Where does construction lumber come from?
It's the sugar molecule that ties us all together, all us living things, from plants to fungii to animals like us.
Water from the roots combine with light from the Sun and CO2 from the air in the leaves to produce C6H12O6, or sugar molecules. Those sugar molecules are stacked up like bricks to make every structure in the tree. A tree's wood is about 75% cellulose with the other 25 percent being something called "hemi cellulose" and "Lignin" which is the glue that holds wood cells together in wood.
The sugar molecule isn't straight. It's actually a pentagon formed by carbon atoms. It's the location of that 6th carbon atom that determines whether you have alpha sugar or beta sugar. If you stack up alpha sugar molecules like bricks, you make cellulose. If you stack up beta sugar molecules like bricks, you make starch. Both can be broken down into sugar moelcules again by the right kinds of organisms. For example, when wood rots, the wood rot fungus (called "Serpula Lacrymans") is merely recyling that wood to use the sugar for it's own metabolic processes. Similarily, goats and cattle can eat cellulose and break it down into sugar to fuel their bodies just like we can eat starch (corn, bread, rice) to fuel our bodies.
It's when we learn to convert cellulose and plant waste into sugar moelcules that our energy crisis will be over. Until now, we've only been able to convert starch into sugar with enzymes and then ferment that sugar into alcohol (corn to ethanol). When we learn to convert cellulose into sugar like the wood rot fungus does, then scrap wood from building demolition, old tee shirts (cotton is nearly 100% cellulose), autumn leaves and grass clippings, books, newspapers and magazines, your old furniture and all the sawdust from the lumber mills will be the feedstock for our new fuel factories. We will be recycling virtually every plant byproduct into fuel. And, since we won't be adding any new carbon atoms to the atmosphere by burning that ethanol, it'll be environmentally friendly.
The next Exxon will have fuel factories mounted on a fleet of about a dozen semitrailers that do various agricultural circuits, collecting tobacco plants off the ground after harvest in Virginia, cotton plants in Alabama and Mississippi and then going down to Florida to collect the waste from the citrus harvest, and converting all that plant waste into alcohol in the field and delivering it to company owned gas stations along the route.
And that new technology, just like most new technologies, is going to create lots of new spin off industries and jobs. We're making everything from plastic grocery bags to asphalt now from a steady supply of crude oil. We'll be making other things from a steady supply of starch, cellulose and ethyl alcohol. The more things change, the more they stay the same.
Last edited by Nestor_Kelebay; 06-21-2008 at 12:38 AM.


=== Work to be completed ===
This exercise calls for copying every line below that holds the word "JSON".

┏━━

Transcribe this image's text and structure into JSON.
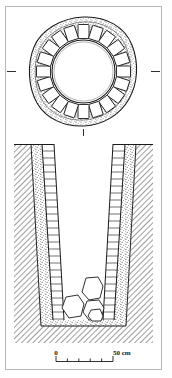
{
  "figure": {
    "kind": "archaeological-line-drawing",
    "ink_color": "#1a1a1a",
    "paper_color": "#ffffff",
    "frame_color": "#b9b9b9"
  },
  "plan": {
    "label": "plan-view",
    "description": "Circular stone-lined shaft seen from above",
    "outer_fill_pattern": "stipple",
    "lining_block_count": 20,
    "inner_opening_shape": "circle",
    "section_line_tick_left": "-",
    "section_line_tick_right": "-",
    "section_line_tick_bottom": "|"
  },
  "section": {
    "label": "section-view",
    "description": "Vertical cross-section of the shaft cut into subsoil",
    "ground_surface_label": "",
    "subsoil_pattern": "diagonal-hatch",
    "backfill_pattern": "stipple",
    "wall_pattern": "coursed-stone",
    "wall_course_count_left": 26,
    "wall_course_count_right": 26,
    "basal_rubble_stone_count": 4
  },
  "scalebar": {
    "label": "scale-bar",
    "start_label": "0",
    "end_label": "50 cm",
    "unit": "cm",
    "total_length_value": 50,
    "division_count": 5
  }
}
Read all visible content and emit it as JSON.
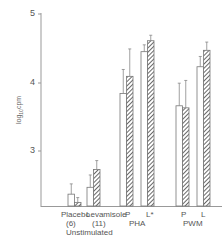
{
  "chart_data": {
    "type": "bar",
    "title": "",
    "xlabel": "",
    "ylabel": "log10 cpm",
    "ylim": [
      2.2,
      5.0
    ],
    "yticks": [
      3,
      4,
      5
    ],
    "grid": false,
    "legend": null,
    "bar_styles": [
      "open (white)",
      "hatched"
    ],
    "categories": [
      "Placebo (6)",
      "Levamisole (11)",
      "PHA P",
      "PHA L*",
      "PWM P",
      "PWM L"
    ],
    "groups": [
      {
        "label": "Placebo",
        "sub": "(6)",
        "group": "Unstimulated"
      },
      {
        "label": "Levamisole",
        "sub": "(11)",
        "group": "Unstimulated"
      },
      {
        "label": "P",
        "group": "PHA"
      },
      {
        "label": "L*",
        "group": "PHA"
      },
      {
        "label": "P",
        "group": "PWM"
      },
      {
        "label": "L",
        "group": "PWM"
      }
    ],
    "series": [
      {
        "name": "open",
        "values": [
          2.37,
          2.47,
          3.84,
          4.45,
          3.66,
          4.23
        ],
        "errors": [
          0.15,
          0.18,
          0.35,
          0.1,
          0.33,
          0.15
        ]
      },
      {
        "name": "hatched",
        "values": [
          2.25,
          2.73,
          4.09,
          4.61,
          3.63,
          4.47
        ],
        "errors": [
          0.07,
          0.13,
          0.4,
          0.08,
          0.4,
          0.12
        ]
      }
    ]
  },
  "axis": {
    "tick_labels": [
      "5",
      "4",
      "3"
    ],
    "ylabel": "log",
    "ylabel_sub": "10",
    "ylabel_rest": "cpm"
  },
  "labels": {
    "placebo": "Placebo",
    "placebo_n": "(6)",
    "levamisole": "Levamisole",
    "levamisole_n": "(11)",
    "unstimulated": "Unstimulated",
    "pha_p": "P",
    "pha_l": "L*",
    "pha": "PHA",
    "pwm_p": "P",
    "pwm_l": "L",
    "pwm": "PWM"
  }
}
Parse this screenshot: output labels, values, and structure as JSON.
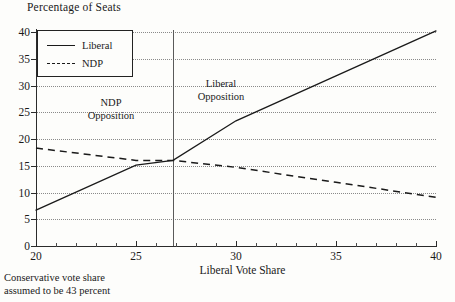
{
  "chart_data": {
    "type": "line",
    "title": "Percentage of Seats",
    "xlabel": "Liberal Vote Share",
    "ylabel": "Percentage of Seats",
    "xlim": [
      20,
      40
    ],
    "ylim": [
      0,
      40
    ],
    "xticks": [
      20,
      25,
      30,
      35,
      40
    ],
    "xtick_labels": [
      "20",
      "25",
      "30",
      "35",
      "40"
    ],
    "yticks": [
      0,
      5,
      10,
      15,
      20,
      25,
      30,
      35,
      40
    ],
    "ytick_labels": [
      "0",
      "5",
      "10",
      "15",
      "20",
      "25",
      "30",
      "35",
      "40"
    ],
    "grid": "horizontal-dotted",
    "legend_position": "top-left",
    "series": [
      {
        "name": "Liberal",
        "style": "solid",
        "color": "#1a1a1a",
        "x": [
          20,
          25,
          26.85,
          30,
          35,
          40
        ],
        "values": [
          6.7,
          15.1,
          16.0,
          23.4,
          31.8,
          40.2
        ]
      },
      {
        "name": "NDP",
        "style": "dashed",
        "color": "#1a1a1a",
        "x": [
          20,
          25,
          26.85,
          30,
          35,
          40
        ],
        "values": [
          18.3,
          16.0,
          16.0,
          14.7,
          11.9,
          9.1
        ]
      }
    ],
    "reference_lines": [
      {
        "name": "crossover",
        "orientation": "vertical",
        "x": 26.85
      }
    ],
    "annotations": [
      {
        "name": "ndp-opposition",
        "line1": "NDP",
        "line2": "Opposition",
        "x": 23.1,
        "y": 26.5
      },
      {
        "name": "liberal-opposition",
        "line1": "Liberal",
        "line2": "Opposition",
        "x": 31.0,
        "y": 30.0
      }
    ],
    "footnote_line1": "Conservative vote share",
    "footnote_line2": "assumed to be 43 percent"
  },
  "legend": {
    "items": [
      {
        "label": "Liberal",
        "style": "solid"
      },
      {
        "label": "NDP",
        "style": "dashed"
      }
    ]
  }
}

┗━━

=== Task result ===
Transcribe this image's text and structure into JSON.
Read all visible content and emit it as JSON.
Parse this screenshot: output labels, values, and structure as JSON.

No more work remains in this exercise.